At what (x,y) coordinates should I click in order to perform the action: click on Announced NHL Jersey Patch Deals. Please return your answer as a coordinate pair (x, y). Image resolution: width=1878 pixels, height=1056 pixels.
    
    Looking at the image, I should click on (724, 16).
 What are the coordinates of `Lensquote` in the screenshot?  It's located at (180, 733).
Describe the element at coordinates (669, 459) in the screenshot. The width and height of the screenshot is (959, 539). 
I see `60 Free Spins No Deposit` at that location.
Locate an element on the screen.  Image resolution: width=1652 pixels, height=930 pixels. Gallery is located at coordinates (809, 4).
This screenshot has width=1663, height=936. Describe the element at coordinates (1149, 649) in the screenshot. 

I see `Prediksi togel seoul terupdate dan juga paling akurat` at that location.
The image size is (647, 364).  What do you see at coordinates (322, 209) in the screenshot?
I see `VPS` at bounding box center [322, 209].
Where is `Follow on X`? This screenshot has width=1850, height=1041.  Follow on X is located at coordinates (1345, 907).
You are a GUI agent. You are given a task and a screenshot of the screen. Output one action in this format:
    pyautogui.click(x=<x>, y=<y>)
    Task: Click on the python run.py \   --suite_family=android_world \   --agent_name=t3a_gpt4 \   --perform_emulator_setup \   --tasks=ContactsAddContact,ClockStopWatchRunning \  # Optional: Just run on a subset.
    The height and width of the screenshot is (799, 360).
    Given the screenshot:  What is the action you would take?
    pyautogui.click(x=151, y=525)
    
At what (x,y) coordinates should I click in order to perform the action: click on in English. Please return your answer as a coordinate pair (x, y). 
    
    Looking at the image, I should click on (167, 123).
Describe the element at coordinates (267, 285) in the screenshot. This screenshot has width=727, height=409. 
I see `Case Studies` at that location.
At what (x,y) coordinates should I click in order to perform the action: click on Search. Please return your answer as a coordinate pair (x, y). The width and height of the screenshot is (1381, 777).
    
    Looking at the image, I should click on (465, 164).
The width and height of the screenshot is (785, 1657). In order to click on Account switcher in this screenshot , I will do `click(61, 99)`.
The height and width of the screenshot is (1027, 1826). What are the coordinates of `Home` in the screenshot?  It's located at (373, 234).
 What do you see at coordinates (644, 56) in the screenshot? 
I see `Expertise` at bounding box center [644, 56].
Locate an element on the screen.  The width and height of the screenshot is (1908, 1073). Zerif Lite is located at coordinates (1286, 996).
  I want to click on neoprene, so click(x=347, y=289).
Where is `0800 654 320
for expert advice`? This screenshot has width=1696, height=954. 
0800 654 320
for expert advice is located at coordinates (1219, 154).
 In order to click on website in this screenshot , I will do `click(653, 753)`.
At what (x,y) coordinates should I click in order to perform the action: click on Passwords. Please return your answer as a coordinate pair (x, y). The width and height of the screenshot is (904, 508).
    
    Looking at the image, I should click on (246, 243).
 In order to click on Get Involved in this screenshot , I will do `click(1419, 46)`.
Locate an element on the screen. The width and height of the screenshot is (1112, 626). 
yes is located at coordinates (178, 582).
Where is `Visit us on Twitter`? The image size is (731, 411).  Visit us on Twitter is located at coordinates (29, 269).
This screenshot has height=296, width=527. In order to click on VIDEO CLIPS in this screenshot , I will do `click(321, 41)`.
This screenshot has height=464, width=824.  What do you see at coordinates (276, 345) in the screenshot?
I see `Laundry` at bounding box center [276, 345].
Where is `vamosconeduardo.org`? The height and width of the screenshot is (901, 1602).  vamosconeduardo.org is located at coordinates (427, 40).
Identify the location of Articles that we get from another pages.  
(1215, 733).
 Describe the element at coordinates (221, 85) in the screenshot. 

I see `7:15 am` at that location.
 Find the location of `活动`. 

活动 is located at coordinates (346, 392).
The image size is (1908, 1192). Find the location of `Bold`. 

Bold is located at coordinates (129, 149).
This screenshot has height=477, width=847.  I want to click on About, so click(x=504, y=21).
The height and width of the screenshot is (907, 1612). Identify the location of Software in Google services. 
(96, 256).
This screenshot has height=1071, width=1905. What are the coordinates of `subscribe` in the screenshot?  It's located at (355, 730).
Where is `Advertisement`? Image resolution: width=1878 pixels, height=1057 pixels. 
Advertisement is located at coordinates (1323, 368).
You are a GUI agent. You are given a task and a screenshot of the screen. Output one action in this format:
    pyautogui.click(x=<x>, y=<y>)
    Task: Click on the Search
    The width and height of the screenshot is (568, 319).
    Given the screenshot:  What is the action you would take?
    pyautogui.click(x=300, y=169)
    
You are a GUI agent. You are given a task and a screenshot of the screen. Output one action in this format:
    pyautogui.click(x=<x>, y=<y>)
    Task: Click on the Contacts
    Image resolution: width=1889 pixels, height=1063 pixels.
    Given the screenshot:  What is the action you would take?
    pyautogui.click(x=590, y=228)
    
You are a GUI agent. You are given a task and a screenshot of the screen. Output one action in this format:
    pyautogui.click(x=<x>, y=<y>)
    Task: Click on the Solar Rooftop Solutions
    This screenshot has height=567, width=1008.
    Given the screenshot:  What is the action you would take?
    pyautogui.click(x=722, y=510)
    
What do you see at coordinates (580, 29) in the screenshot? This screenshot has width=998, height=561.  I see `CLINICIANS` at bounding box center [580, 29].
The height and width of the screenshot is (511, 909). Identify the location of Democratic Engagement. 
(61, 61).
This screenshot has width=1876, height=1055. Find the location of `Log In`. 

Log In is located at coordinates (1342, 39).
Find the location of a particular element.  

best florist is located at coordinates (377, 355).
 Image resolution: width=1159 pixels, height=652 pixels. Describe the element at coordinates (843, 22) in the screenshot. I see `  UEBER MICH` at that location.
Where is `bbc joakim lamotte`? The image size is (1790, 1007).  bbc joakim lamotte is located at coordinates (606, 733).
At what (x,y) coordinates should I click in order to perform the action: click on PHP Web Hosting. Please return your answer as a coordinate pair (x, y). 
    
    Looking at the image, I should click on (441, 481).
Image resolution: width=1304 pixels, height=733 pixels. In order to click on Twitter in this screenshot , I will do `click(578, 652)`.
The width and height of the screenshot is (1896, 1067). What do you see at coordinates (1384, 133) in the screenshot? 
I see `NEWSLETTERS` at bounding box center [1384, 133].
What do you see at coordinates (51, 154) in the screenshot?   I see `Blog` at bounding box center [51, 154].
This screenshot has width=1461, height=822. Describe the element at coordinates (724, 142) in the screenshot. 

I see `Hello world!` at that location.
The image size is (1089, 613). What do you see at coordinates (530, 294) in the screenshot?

**Your objective**
List all lines in the material containing the string "will".

**Problem solution**
The width and height of the screenshot is (785, 1657). In order to click on Account switcher in this screenshot , I will do `click(61, 99)`.
 In order to click on website in this screenshot , I will do `click(653, 753)`.
 In order to click on Get Involved in this screenshot , I will do `click(1419, 46)`.
This screenshot has height=296, width=527. In order to click on VIDEO CLIPS in this screenshot , I will do `click(321, 41)`.
Image resolution: width=1304 pixels, height=733 pixels. In order to click on Twitter in this screenshot , I will do `click(578, 652)`.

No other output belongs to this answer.